Indian Institute of Science has made its debut in the annual World University Rankings 2014-15 released here tonight, figuring in the top 300.
However, the country still failed to make its mark in the definitive top 200 of the ‘Times Higher Education’ prestigious league table, which is topped by the California Institute of Technology for the fourth consecutive year followed by Harvard University in second place and University of Oxford at third place.
India features only in the unranked section, with IIS and Panjab University in the 276—300 category, followed by the Indian Institute of Technology Bombay and Roorkee in the 351—400 range.
“It is good news that India now has two universities in the world top 300, compared to just one last year, thanks to the participation for the first time in the rankings this year of the IISc.

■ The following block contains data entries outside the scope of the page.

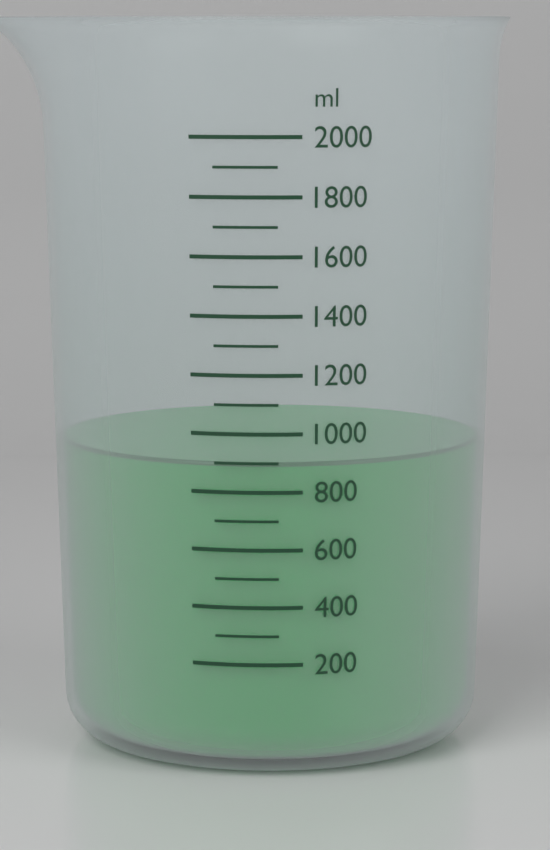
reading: 900 ml
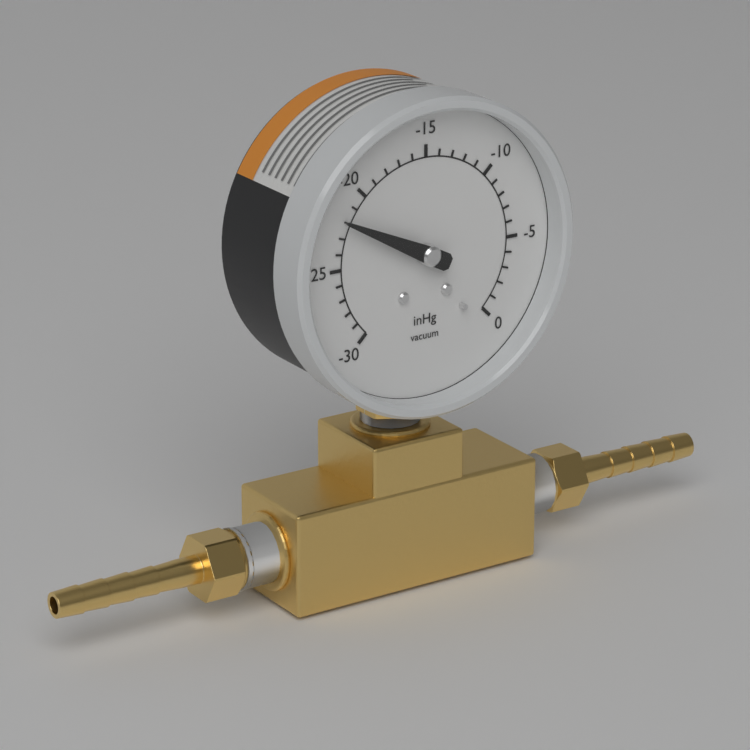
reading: -22 inHg
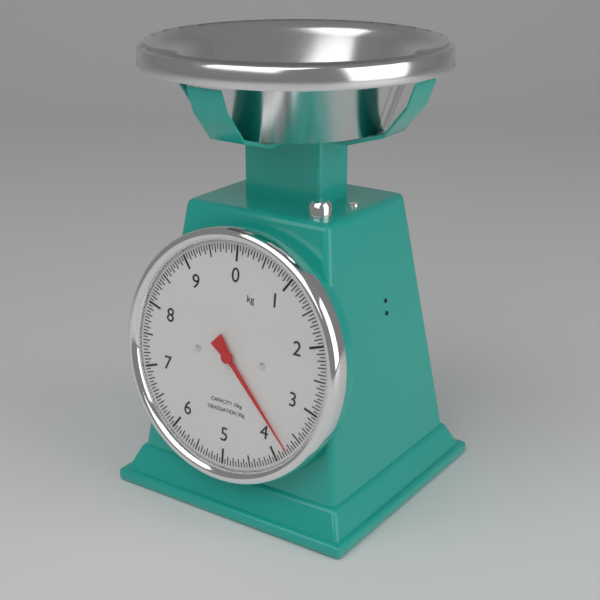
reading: 3.75 kg
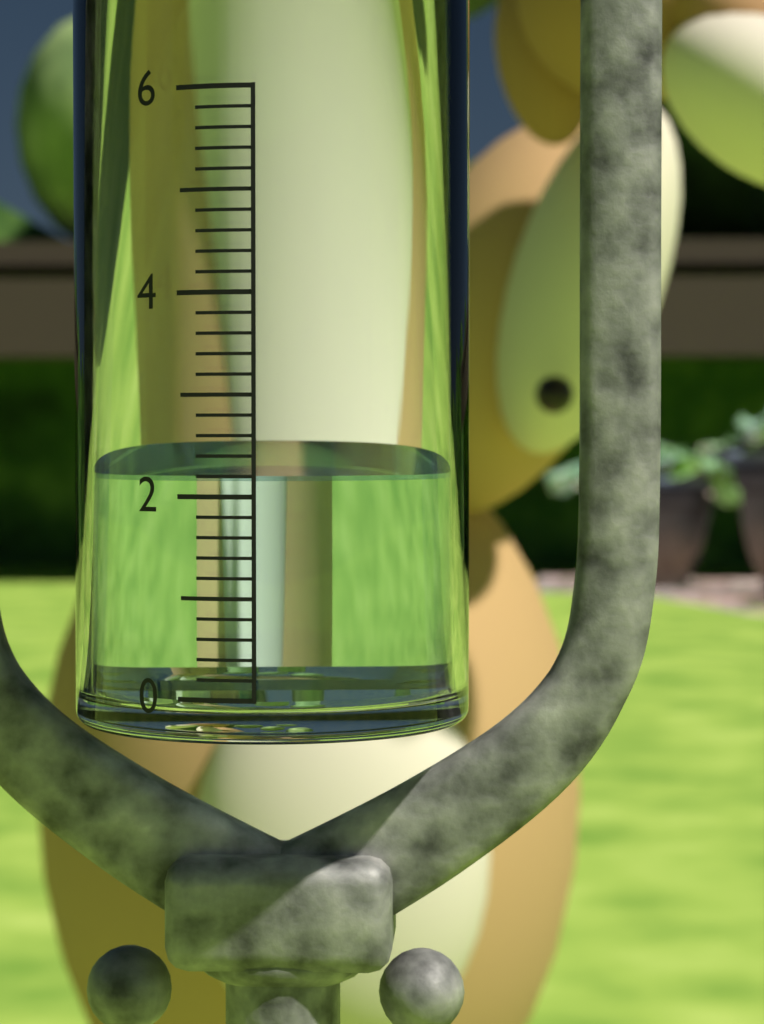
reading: 2.2 (no unit)
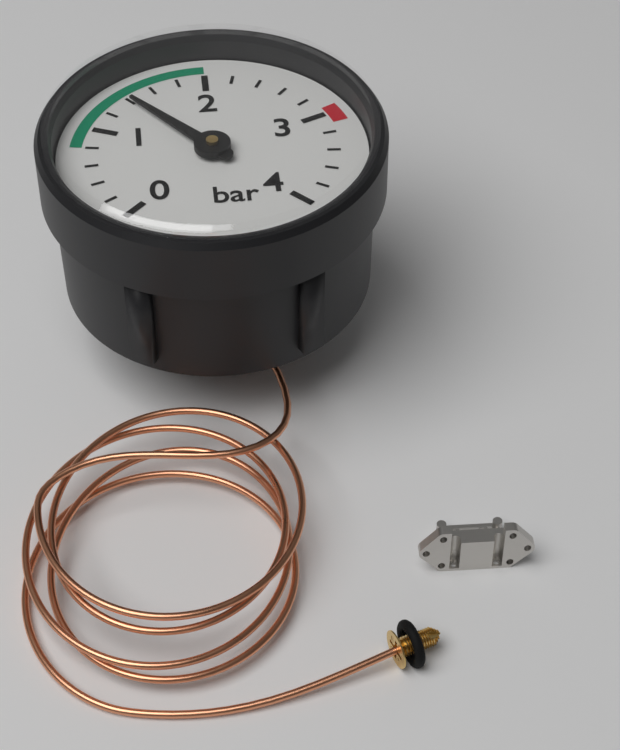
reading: 1.4 bar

“IISc joins Panjab University in the 276—300 group,” said Phil Baty, the editor of the ‘Times Higher Education’ World University Rankings.
“But it should be a cause for serious concern that a country of India’s size, growing economic strength and great intellectual history, does not yet have a top-200 entrant, and does not seem to be making enough progress up the rankings.
“The world rankings are extremely competitive, as many countries put serious resources into improving the global profile and performance of their universities as part of their economic growth plans, and India needs to ensure it does not fall too far behind,” he added.
The US continues to dominate the rankings, taking seven of the top 10 places and 15 of the top 20.
But this year it has lost significant ground and has 74 universities in the top 200, down from 77 last year.
Overall, it was a strong year for Asia with 24 universities from the Asian continent in the top 200, compared to 20 last year.
This year, two Asian institutions appear in the world top 25 — Tokyo University and the National University of Singapore.
The University of Oxford slips one place from joint second to third, Stanford University holds fourth place and the UK’s University of Cambridge moves up two places to fifth.
The Massachusetts Institute of Technology (down one place to sixth), Princeton University (down one place to seventh), the University of California, Berkeley (holding eighth) and Imperial College London and Yale University (sharing ninth place) complete the top 10.
The 11th annual edition of the rankings were powered by Thomson Reuters and used 13 separate performance indicators to examine a university’s strengths against all its core missions — research, knowledge transfer, international outlook and the teaching environment, among many others.